To
Believe in Jesus is to Believe in the Eucharist
Thursday April 14, 2005 Homily by Fr. Robert Altier Third Week of Easter
Reading (Acts 8:26-40) Gospel (St. John 6:44-51)
In the Gospel reading today, Our Lord tells us that
whoever believes has eternal life, and then He goes on to say, I am the
bread of life.
So we see once again this point of thinking it would be easy to say, “Well, I
believe in Jesus,” and then He turns it right around and says that we need to
go deeper. We need to be able to look at the Eucharist and ask the question: Do
we believe that He is right there? If He is the bread of life, it is not just a
generic belief in the Lord.
As we heard
in the first reading, the Ethiopian eunuch traveling along the road was reading
from the prophet Isaiah, from Chapter 53, about how Jesus was like the lamb led
to the slaughter or the sheep before the shearer, and His life was taken from
Him. It is precisely in this that as the Passover Lamb had to offer his life
and had to be consumed by the people who sacrificed him, so too, Our Lord – Who
is the Lamb of God, Who is the Bread of Life – is to be eaten, to be consumed;
and if we do not, we have no life. He makes that absolutely clear. He is the
bread of life, and along with that He says that the bread He will give is His
flesh for the life of the world. If He is the bread of life and the bread that
He will give is His flesh, then He is making very clear to us exactly what is
required if we are going to say that we believe in Him. In part, to believe in
Jesus Christ requires in an absolute sense a belief in the Eucharist, that what
He has offered – the bread, the manna that comes down from heaven that the
Father gives to the world – is Himself as the Lamb of God, as the Bread of
Life, as the Passover, and as the fulfillment of everything the Old Testament
foreshadowed. We have to be able to look deeper and see exactly what Our Lord
is telling us. Over and over in John’s Gospel, He tells us that whoever
believes has life, but then He keeps qualifying what it means to believe. It is
not enough just to believe in Jesus. We have to believe in everything that He
tells us, and central to what He tells us is His teaching about the Eucharist.
Now if we
are going to understand what He means that His flesh is the bread that He will
give, we have to keep in mind the nature of His priesthood. He is a priest
according to the order of Melchizedek. That was prophesied by the prophet David
in Psalm 110. Melchizedek did not have a priesthood like that of Aaron. The
Levitical priesthood had to offer bulls and goats and so on in sacrifice;
Melchizedek offered bread and wine. If Jesus is a priest in the order of
Melchizedek, then the sacrifice that He offers has to be what Melchizedek
offered: bread and wine. So what does He offer at the Last Supper as a
sacrifice? Bread and wine. But He tells us, as we celebrate every single day, This is My Body…This is My Blood. What does He say
in the Gospel today? The bread that I will give
is My flesh for the life of the world. We have to understand that what He is doing
here is to exercise His priesthood according to the order of Melchizedek. We
need to be able to see what that sacrifice is, and He is telling us very
clearly that the sacrifice is Himself. The bread that He will give is His flesh
for the life of the world. This is the manna that has come down from heaven for
people to eat and to never die. That is what He is giving to us, and it is in
this way that He says, Anyone who believes has
life.
So it is to
go deep and to be able to recognize Jesus present in the Blessed Sacrament, in
this new manna, this true manna sent down from the Father. No one, He says, knows the
Father except the Son, and anyone to whom the Son wishes to reveal Him. If we recognize
Jesus present in the Blessed Sacrament, then we will have the Father revealed
to us. It all works together. Without this central point, we have missed it
all. If we are going to have life, He makes very clear that there is only one
way, that is, to believe in the fullness of Jesus Christ. And the fullness of
Jesus Christ is continuing to be with us and is found only in the Blessed
Sacrament.
* This text was
transcribed from the audio recording of a homily by Father Robert Altier with minimal editing.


• EXERCISE OBJECTIVE: Each entry should be given again exactly, with any image left out.

• SOURCE RECORDS:

■ ■ ■ ■

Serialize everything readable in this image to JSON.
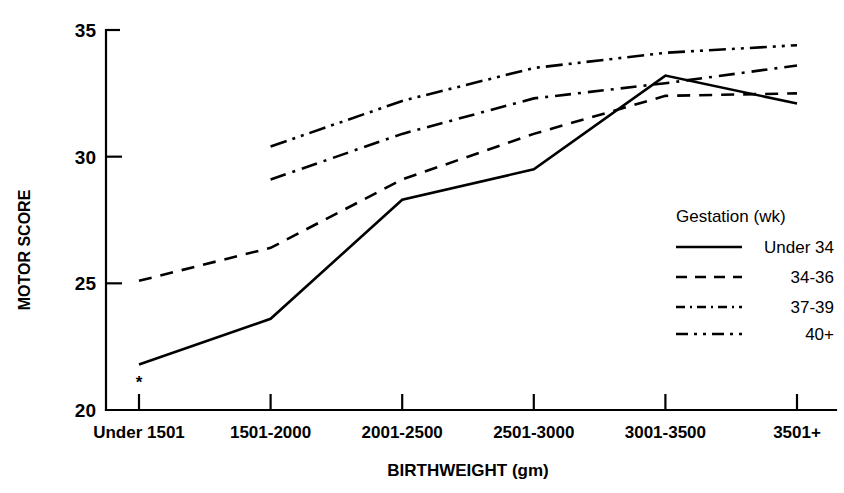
{
  "chart_data": {
    "type": "line",
    "title": "",
    "xlabel": "BIRTHWEIGHT (gm)",
    "ylabel": "MOTOR SCORE",
    "categories": [
      "Under 1501",
      "1501-2000",
      "2001-2500",
      "2501-3000",
      "3001-3500",
      "3501+"
    ],
    "ylim": [
      20,
      35
    ],
    "yticks": [
      20,
      25,
      30,
      35
    ],
    "ytick_labels": [
      "20",
      "25",
      "30",
      "35"
    ],
    "grid": false,
    "legend_position": "right-middle",
    "legend_title": "Gestation (wk)",
    "annotations": [
      {
        "name": "asterisk-marker",
        "text": "*",
        "category": "Under 1501",
        "note": "asterisk below first solid-line data point"
      }
    ],
    "series": [
      {
        "name": "Under 34",
        "style": "solid",
        "values": [
          21.8,
          23.6,
          28.3,
          29.5,
          33.2,
          32.1
        ]
      },
      {
        "name": "34-36",
        "style": "dashed",
        "values": [
          25.1,
          26.4,
          29.1,
          30.9,
          32.4,
          32.5
        ]
      },
      {
        "name": "37-39",
        "style": "dash-dot",
        "values": [
          null,
          29.1,
          30.9,
          32.3,
          32.9,
          33.6
        ]
      },
      {
        "name": "40+",
        "style": "dash-dot-dot",
        "values": [
          null,
          30.4,
          32.2,
          33.5,
          34.1,
          34.4
        ]
      }
    ]
  },
  "axes": {
    "y_title": "MOTOR SCORE",
    "x_title": "BIRTHWEIGHT (gm)",
    "y_ticks": [
      "20",
      "25",
      "30",
      "35"
    ],
    "x_ticks": [
      "Under 1501",
      "1501-2000",
      "2001-2500",
      "2501-3000",
      "3001-3500",
      "3501+"
    ]
  },
  "legend": {
    "title": "Gestation (wk)",
    "entries": [
      {
        "label": "Under 34",
        "style": "solid"
      },
      {
        "label": "34-36",
        "style": "dashed"
      },
      {
        "label": "37-39",
        "style": "dash-dot"
      },
      {
        "label": "40+",
        "style": "dash-dot-dot"
      }
    ]
  },
  "marks": {
    "asterisk": "*"
  },
  "colors": {
    "ink": "#000000",
    "background": "#ffffff"
  }
}
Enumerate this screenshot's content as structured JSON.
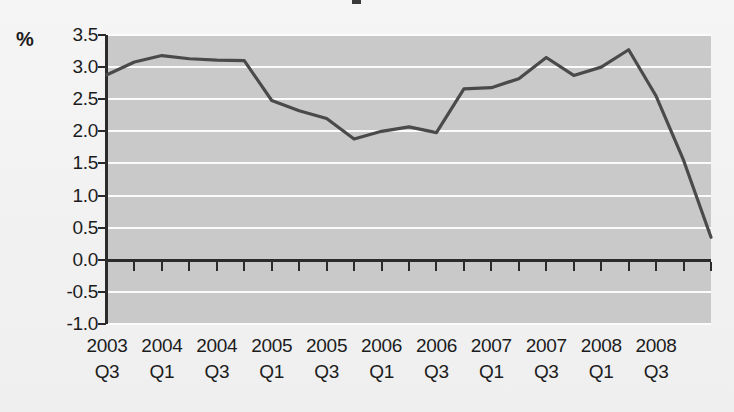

■ ■ ■ ■

• PROBLEM SOLUTION:
Serialize everything readable in this image to JSON.
{
  "chart_data": {
    "type": "line",
    "title": "",
    "xlabel": "BIRTHWEIGHT (gm)",
    "ylabel": "MOTOR SCORE",
    "categories": [
      "Under 1501",
      "1501-2000",
      "2001-2500",
      "2501-3000",
      "3001-3500",
      "3501+"
    ],
    "ylim": [
      20,
      35
    ],
    "yticks": [
      20,
      25,
      30,
      35
    ],
    "ytick_labels": [
      "20",
      "25",
      "30",
      "35"
    ],
    "grid": false,
    "legend_position": "right-middle",
    "legend_title": "Gestation (wk)",
    "annotations": [
      {
        "name": "asterisk-marker",
        "text": "*",
        "category": "Under 1501",
        "note": "asterisk below first solid-line data point"
      }
    ],
    "series": [
      {
        "name": "Under 34",
        "style": "solid",
        "values": [
          21.8,
          23.6,
          28.3,
          29.5,
          33.2,
          32.1
        ]
      },
      {
        "name": "34-36",
        "style": "dashed",
        "values": [
          25.1,
          26.4,
          29.1,
          30.9,
          32.4,
          32.5
        ]
      },
      {
        "name": "37-39",
        "style": "dash-dot",
        "values": [
          null,
          29.1,
          30.9,
          32.3,
          32.9,
          33.6
        ]
      },
      {
        "name": "40+",
        "style": "dash-dot-dot",
        "values": [
          null,
          30.4,
          32.2,
          33.5,
          34.1,
          34.4
        ]
      }
    ]
  },
  "axes": {
    "y_title": "MOTOR SCORE",
    "x_title": "BIRTHWEIGHT (gm)",
    "y_ticks": [
      "20",
      "25",
      "30",
      "35"
    ],
    "x_ticks": [
      "Under 1501",
      "1501-2000",
      "2001-2500",
      "2501-3000",
      "3001-3500",
      "3501+"
    ]
  },
  "legend": {
    "title": "Gestation (wk)",
    "entries": [
      {
        "label": "Under 34",
        "style": "solid"
      },
      {
        "label": "34-36",
        "style": "dashed"
      },
      {
        "label": "37-39",
        "style": "dash-dot"
      },
      {
        "label": "40+",
        "style": "dash-dot-dot"
      }
    ]
  },
  "marks": {
    "asterisk": "*"
  },
  "colors": {
    "ink": "#000000",
    "background": "#ffffff"
  }
}
Enumerate this screenshot's content as structured JSON.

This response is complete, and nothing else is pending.